Nifty little holiday

Low-key, do-nothing little holidays have always been among my favorites. And when it comes to low-key, do-nothing little holidays, Columbus Day may be the capo di tutti capi. 

What’s so great about Columbus Day?

For one, even if you’re working, it’s kind of a quasi-working day. Even though most companies don’t observe it, a lot of folks take the day off because the schools are closed – at least they are in Massachusetts – so the traffic is light. With a lot of people out, C-Day often becomes a long lunch, or clean up your e-mails, or gloriously meeting-free day.

For another, the weather, at least much of the time, is pretty good. After all, as we learned from Helen Hunt Jackson’s wonderful little ol’ poem, which I must have memorized – what? - 50+ years ago:

O suns and skies and clouds of June,
        And flowers of June together,
    Ye cannot rival for one hour
        October's bright blue weather…

Much of that “bright blue weather” – at least in the early part of the month – is sweater or light jacket weather, and the nights are great for sleeping. The leaves used to have started to change colors by this point in the season, but that was then and this is now. Still, it’s fall, but it’s mum and marigold bright fall, not the dour, leafless fall that’s due in November.

On the other hand, October can also bring torrential rains of the sort that keeps the dog inside trembling, as happened here the other day, when my “dog nephew” Jack wouldn’t step paw out of the house until the rains abated, roughly two hours after his usual walk in the park outing. (Poor baby. The look of pure joy and relief on his furry little face when he lifted that leg at the first telephone pole we hit…)

Although football is in full swing, and winter sports like hockey and (most years) basketball have started to rev their engines, baseball is still on on Columbus Day, as we get to watch all the lead up to the World Series. And now that the Yankees Go Home – made all the sweeter in that the last out of their season was an A-Rod strike-out – I can watch the games for the pure enjoyment of baseball. Of course, I’ll pick a team and root for them: what’s the point of watching a sports event if you don’t want someone to win? (Detroit and Milwaukee in the divisional series. I am half Midwest, after all.)  But it will be without the tension and agita that’s involved when your own dog’s in the hunt.

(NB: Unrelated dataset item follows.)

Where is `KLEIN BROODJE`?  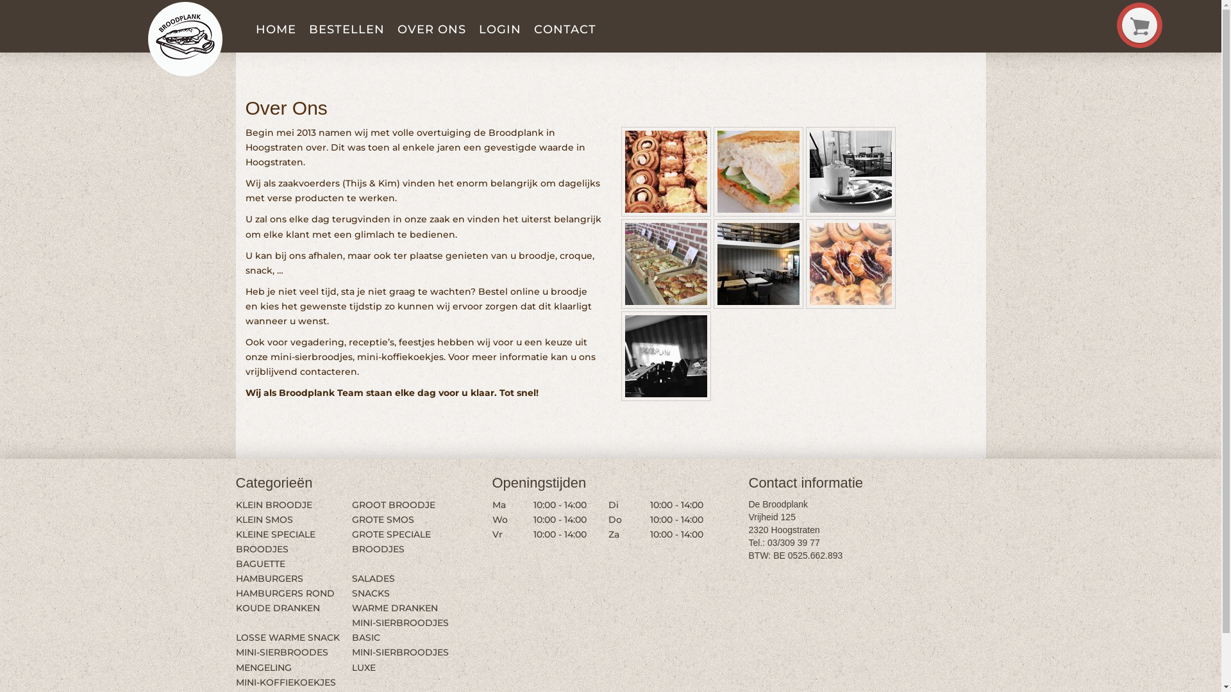
KLEIN BROODJE is located at coordinates (274, 505).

Columbus Day also means a quirky, unassuming little parade. Sometimes I catch a bit of it, sometimes I don’t. (It’s always more fun in a political year.) This year, I will not be catching any of it, as the North End Columbus Day Parade Committee is holding its parade in East Boston. (For those of you who don’t know Boston, these are two historically-Italian neighborhoods that are geographically separate – by ocean blue, in fact – so the idea of the North End-ers having their parade in East Boston is interesting.)

I like that there are no obligations associated with Columbus Day: no special foods, no must-attend events, no present buying. It’s pretty much a free ride.

So it’s altogether a nice little holiday.

I know, I know, there are those who don’t believe we should be celebrating anything here, given that the Native Americans didn’t fare all that well in the wake of C. Columbus’ arrival on the shores of the New World, and the treatment of Native Americans remains a blight on our history.

But is there really anyone out there who thinks for a Genoa minute that, if it hadn’t been Columbus, it would not have been someone else who got in the ship and set out to see what was beyond the blue horizon, even if there was a strong possibility in their mind that the earth was flat. (Ooops!) And that, on balance, the discovery and development of America has been good for more people than it’s been bad for.

And that includes my family.

Of course, it doesn’t help that of late Columbus has been revealed as a something of a venal and self-aggrandizing P.O.S. (Oh, those feet of clay.)

So this holiday is, I suppose, something of a mixed blessing.

Still, a holiday it is and, at least in my book, one still worth celebrating.

Now, if only I can get this out of my skull:

Columbus sailed the ocean blue, in fourteen-hundred-ninety-two…

It would be an almost perfect world.